Coffee is roasted TO ORDER every Tuesday and Wednesday. Typically there’s a 24-48 hour turn around on retail orders. So if you order your coffee on Friday, it will be roasted and shipped/delivered Tuesday. If you order coffee on Tuesday, it will be roasted and delivered/shipped the next day, Wednesday. (You get the gist?) We try our best to complete local same-day orders, pending on time.

Cold Brew and Cold Brew Concentrate are usually stock. Due to limited production, you must contact me directly to purchase cold brew and concentrate. This excludes the Bean Juice Club and Coffee Concentrate Subscriptions.
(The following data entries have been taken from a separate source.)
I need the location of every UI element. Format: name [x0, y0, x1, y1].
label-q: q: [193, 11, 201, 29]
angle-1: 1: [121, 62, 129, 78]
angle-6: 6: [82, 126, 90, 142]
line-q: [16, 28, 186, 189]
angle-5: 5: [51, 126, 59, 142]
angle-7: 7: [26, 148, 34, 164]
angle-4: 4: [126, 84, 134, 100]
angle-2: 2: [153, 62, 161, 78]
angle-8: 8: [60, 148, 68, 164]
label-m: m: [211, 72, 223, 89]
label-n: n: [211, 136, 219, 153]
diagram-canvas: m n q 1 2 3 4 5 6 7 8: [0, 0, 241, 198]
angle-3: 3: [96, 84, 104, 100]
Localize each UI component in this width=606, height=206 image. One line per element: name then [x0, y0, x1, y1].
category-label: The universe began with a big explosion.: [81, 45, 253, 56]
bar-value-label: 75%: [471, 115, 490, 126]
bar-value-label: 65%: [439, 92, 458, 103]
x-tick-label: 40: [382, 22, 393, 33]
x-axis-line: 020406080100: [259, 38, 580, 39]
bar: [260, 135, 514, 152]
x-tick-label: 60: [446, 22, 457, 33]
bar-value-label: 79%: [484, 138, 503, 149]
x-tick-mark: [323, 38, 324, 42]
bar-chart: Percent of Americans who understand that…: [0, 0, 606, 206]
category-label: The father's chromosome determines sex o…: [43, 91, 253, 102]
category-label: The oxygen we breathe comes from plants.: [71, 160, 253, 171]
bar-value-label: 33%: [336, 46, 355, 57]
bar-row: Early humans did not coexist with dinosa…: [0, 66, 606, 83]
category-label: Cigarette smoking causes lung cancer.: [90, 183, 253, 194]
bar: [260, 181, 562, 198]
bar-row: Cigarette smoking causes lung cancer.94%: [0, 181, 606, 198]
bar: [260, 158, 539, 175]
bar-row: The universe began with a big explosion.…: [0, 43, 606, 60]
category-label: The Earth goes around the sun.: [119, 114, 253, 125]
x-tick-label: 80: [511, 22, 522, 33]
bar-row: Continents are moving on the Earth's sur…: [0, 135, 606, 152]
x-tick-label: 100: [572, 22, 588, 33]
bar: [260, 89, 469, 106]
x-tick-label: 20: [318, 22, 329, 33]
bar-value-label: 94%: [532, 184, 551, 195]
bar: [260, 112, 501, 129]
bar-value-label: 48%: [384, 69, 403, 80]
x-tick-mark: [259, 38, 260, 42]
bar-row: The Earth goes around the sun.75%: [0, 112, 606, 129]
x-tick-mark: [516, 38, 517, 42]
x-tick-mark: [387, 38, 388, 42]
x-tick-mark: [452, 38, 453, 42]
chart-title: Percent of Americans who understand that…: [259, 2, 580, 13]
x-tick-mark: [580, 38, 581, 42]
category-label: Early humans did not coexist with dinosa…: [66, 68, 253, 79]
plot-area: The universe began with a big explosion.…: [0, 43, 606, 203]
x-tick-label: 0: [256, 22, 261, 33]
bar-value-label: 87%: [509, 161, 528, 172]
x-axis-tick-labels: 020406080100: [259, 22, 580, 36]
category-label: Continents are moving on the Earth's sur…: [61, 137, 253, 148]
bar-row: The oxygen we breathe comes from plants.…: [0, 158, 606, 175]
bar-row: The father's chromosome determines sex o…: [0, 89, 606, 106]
All of the coffee offered from Craig’s Coffee is 100% traceable - when I use the word “traceable”, I mean that I know exactly where the coffee is coming from; this includes who the farmers are, the name and region of the farm, and the processing station for which the coffee was turned from a fruit into a “bean”. Most times, we know exactly how much the farmer is making in the sale of their coffee. This isn’t so hard these days with current technology. Half of the farmers we work with are just a WhatsApp message or an email away. So when (and if) you hear the term “direct trade”, it doesn’t usually mean the Roaster was involved with a “trade” of goods, aka the roaster paying the producer directly for coffee. It just doesn’t happen that way anymore, and never really happened that way. This is because it’s nearly impossible and somewhat illegal for a producer to ship their green coffee from their farm directly to a roastery, especially in the United States… There a series of checkpoints and requirements that raw grains (raw coffee) have to pass through. More often than not, when a roaster refers to “direct trade”, it means that they and the producer (often the owner of the farm) have agreed on a quantity, a price, and a third party exporter to help broker the deal and ship the coffee from origin to destination.

Buying green coffee typically isn’t the magical journey that it’s made out to be. It involves massive amounts of raw goods, huge sums of money, and airtight logistics. Not to mention one bad winter can ruin an entire crop. There’s a lot of moving parts, and a lot of people involved. And at the end of the day, it’s just coffee. But we’re proud to say that we involve ourselves very deeply and invest in all of our relationships with our coffee producers. This means securing and guaranteeing that we’ll buy bags from the farmer.